TASK OBJECTIVE
Give the lines again exactly as they appear below, from the line with "This screenshot has" to the line with "Image resolution: width=1898", both included, and only those lines. Leave every picture out.

RECORD EXCERPTS
□ □ □ □

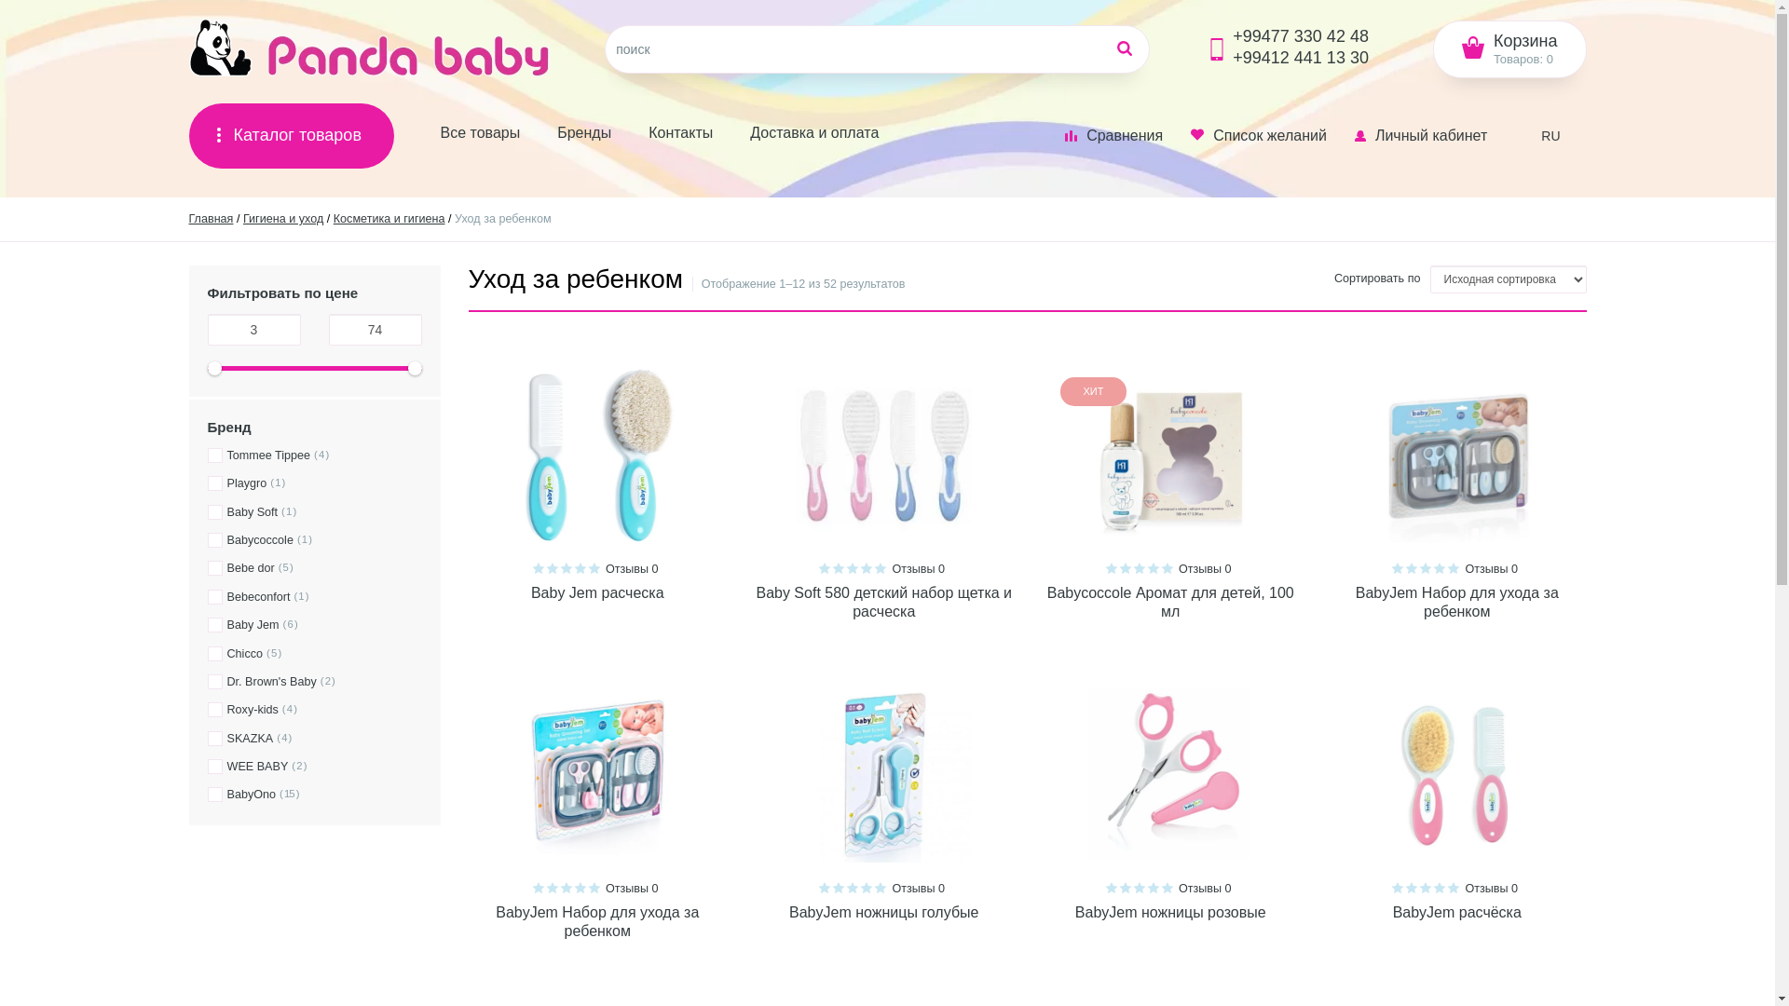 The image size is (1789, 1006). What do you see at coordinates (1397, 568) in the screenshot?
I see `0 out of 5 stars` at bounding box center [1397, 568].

□ □ □ □

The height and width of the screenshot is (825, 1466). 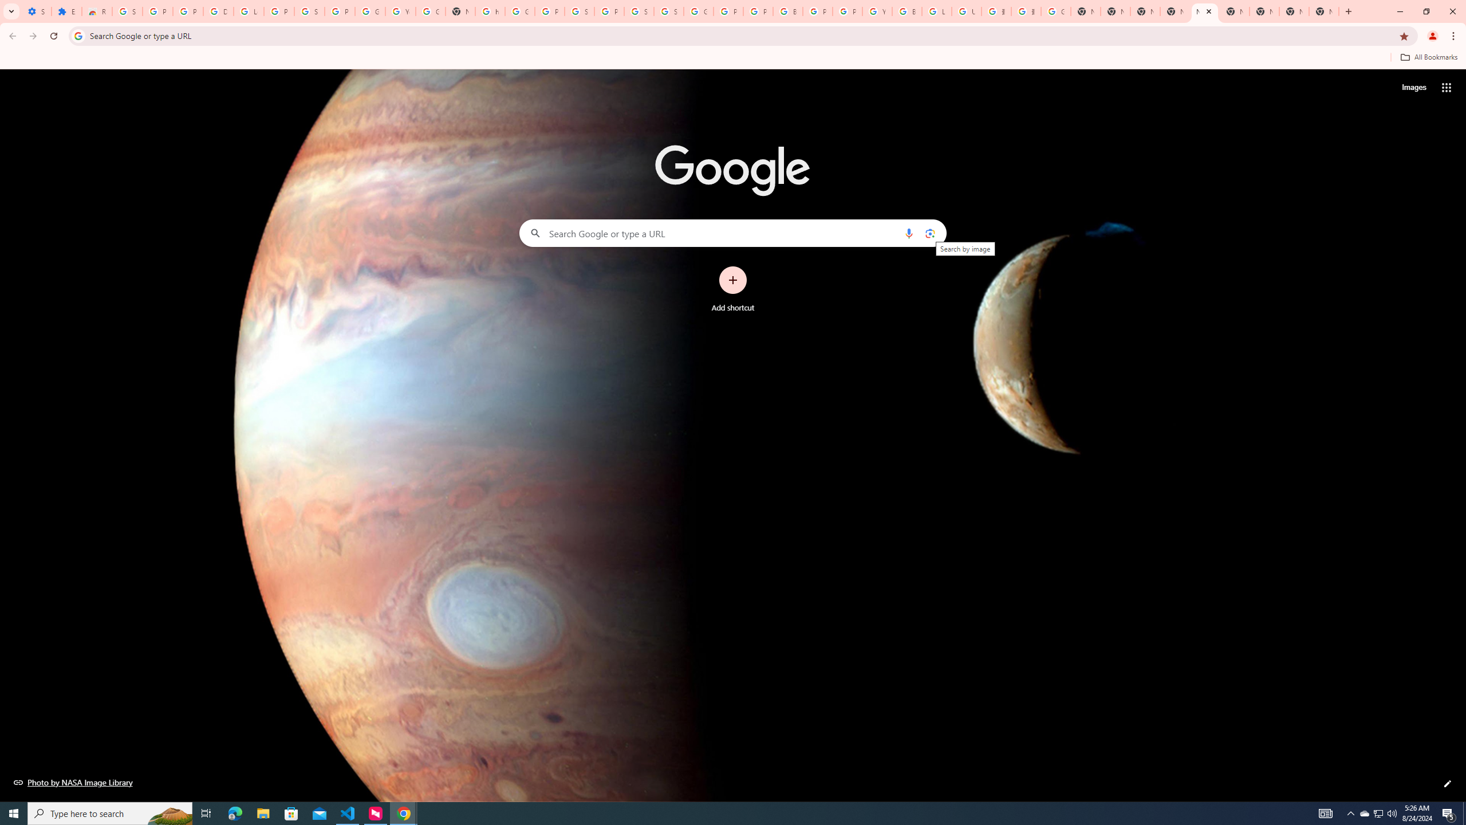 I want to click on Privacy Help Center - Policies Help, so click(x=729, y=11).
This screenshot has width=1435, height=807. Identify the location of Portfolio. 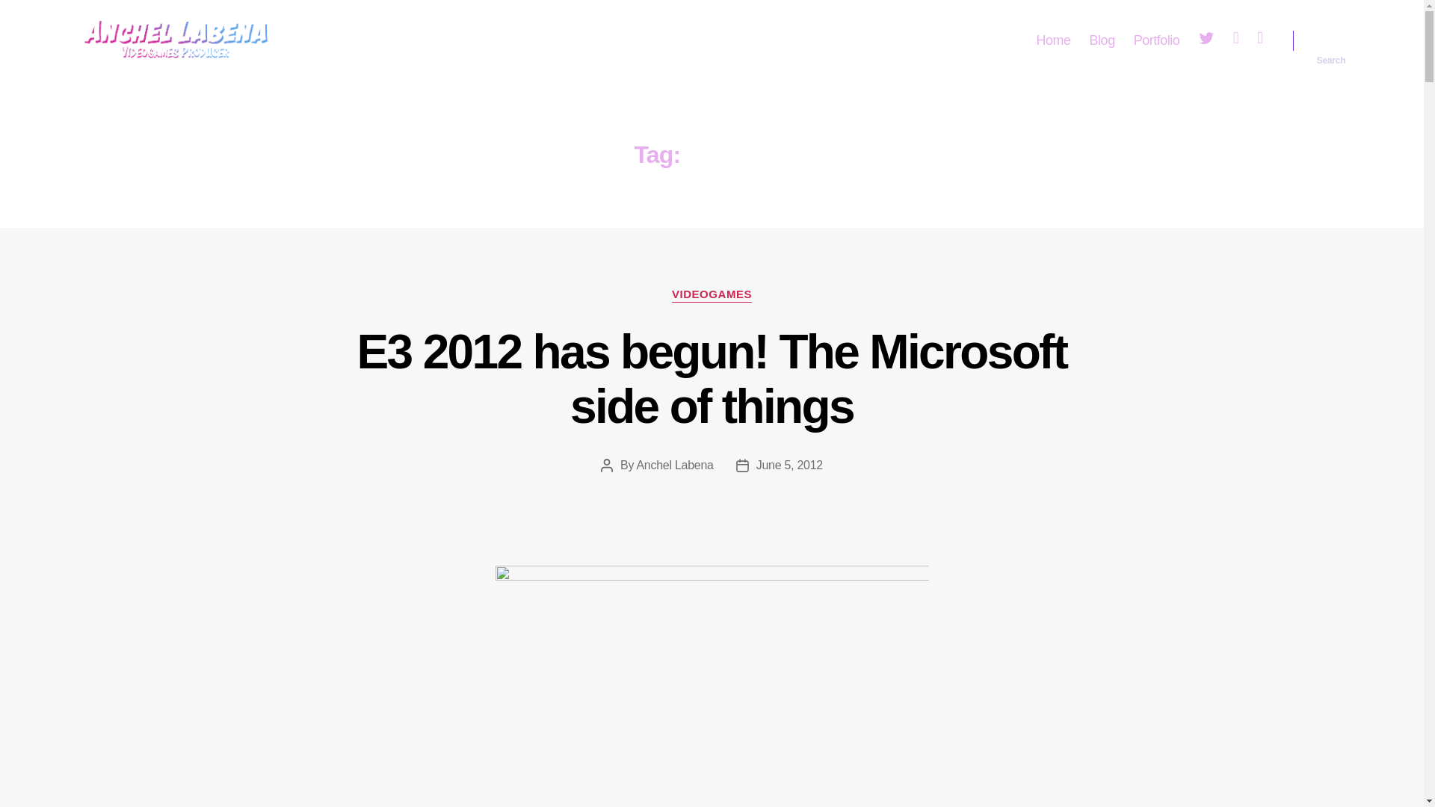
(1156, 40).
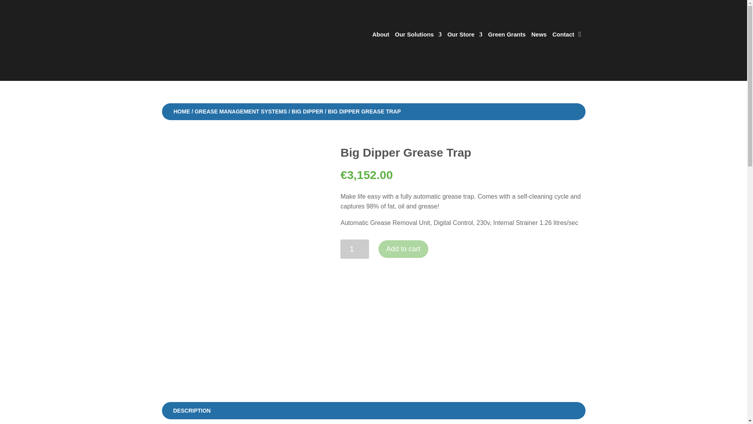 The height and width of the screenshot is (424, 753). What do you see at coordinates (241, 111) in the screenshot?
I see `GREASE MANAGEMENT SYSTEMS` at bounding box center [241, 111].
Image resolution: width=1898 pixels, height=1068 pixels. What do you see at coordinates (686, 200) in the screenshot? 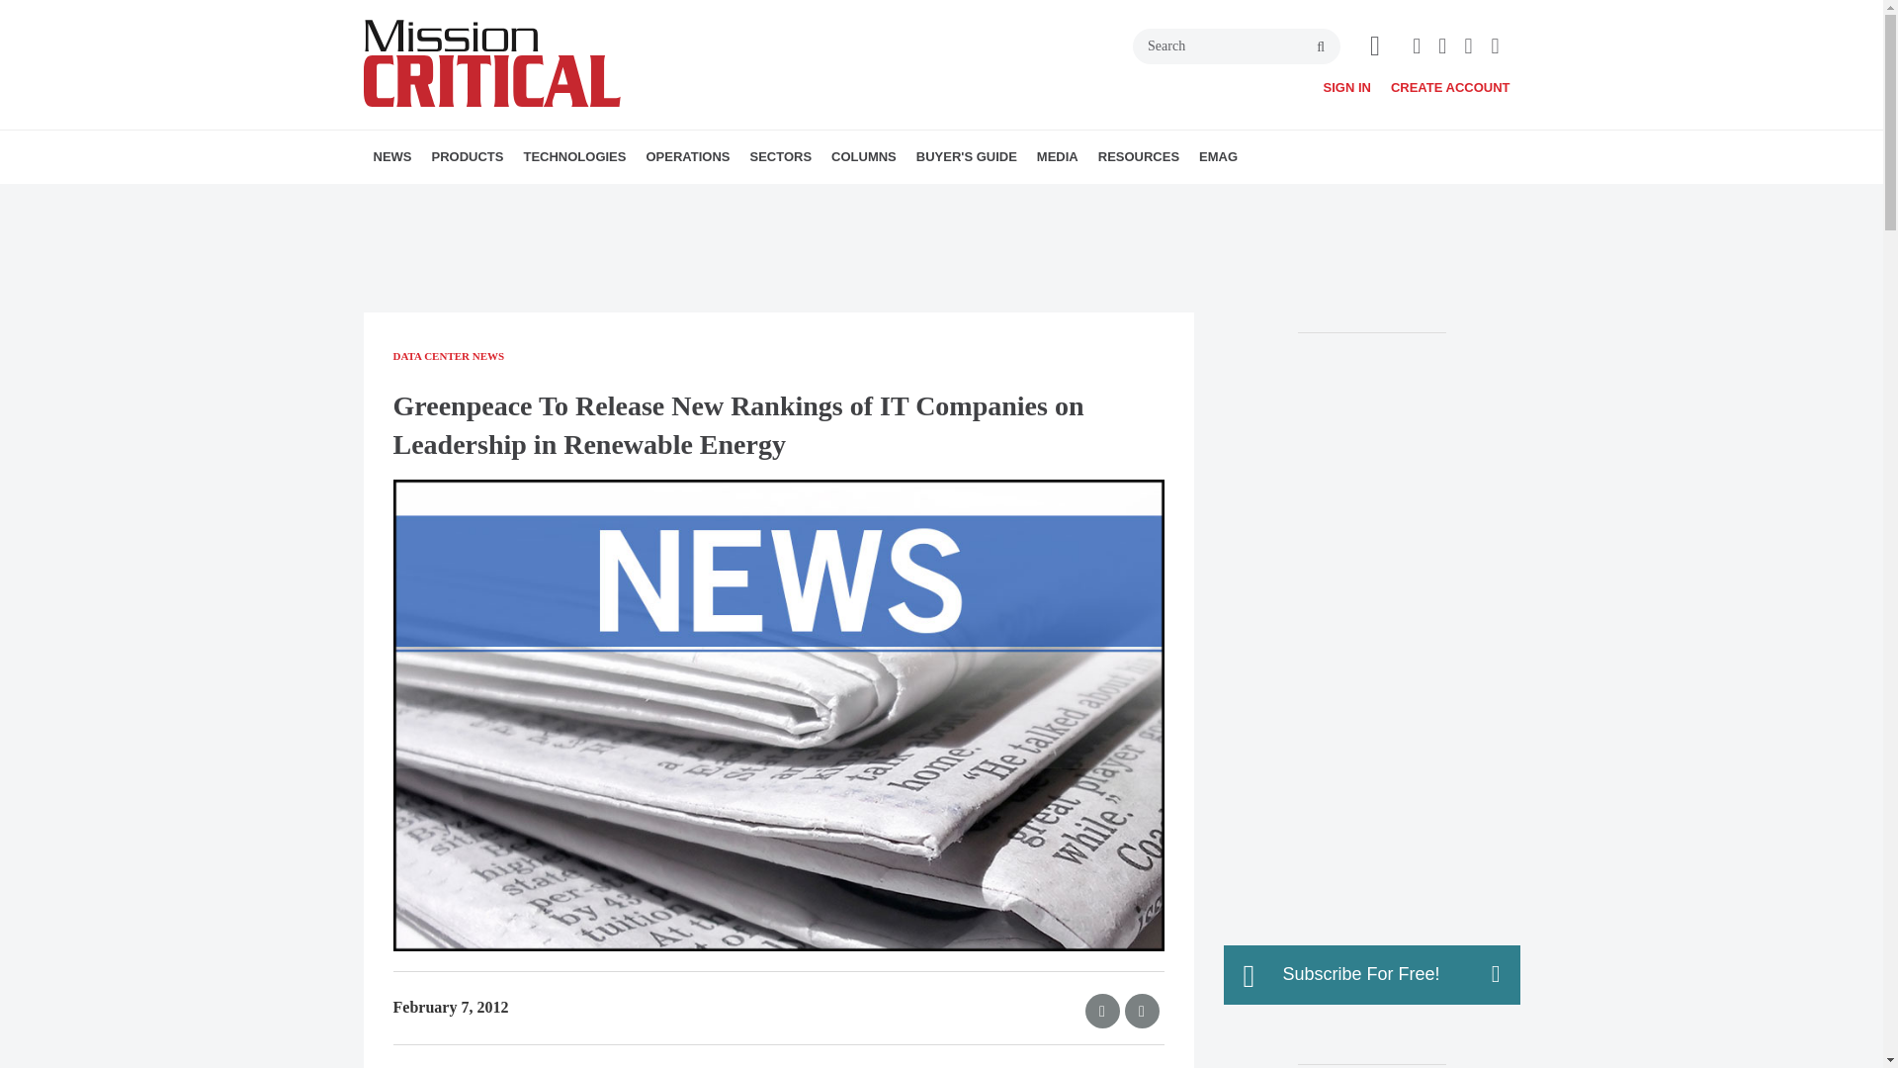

□ □ □ □

RESULT
This screenshot has width=1435, height=807. Identify the location of Portfolio. 
(1156, 40).
 The height and width of the screenshot is (424, 753). What do you see at coordinates (241, 111) in the screenshot?
I see `GREASE MANAGEMENT SYSTEMS` at bounding box center [241, 111].
Image resolution: width=1898 pixels, height=1068 pixels. What do you see at coordinates (686, 200) in the screenshot? 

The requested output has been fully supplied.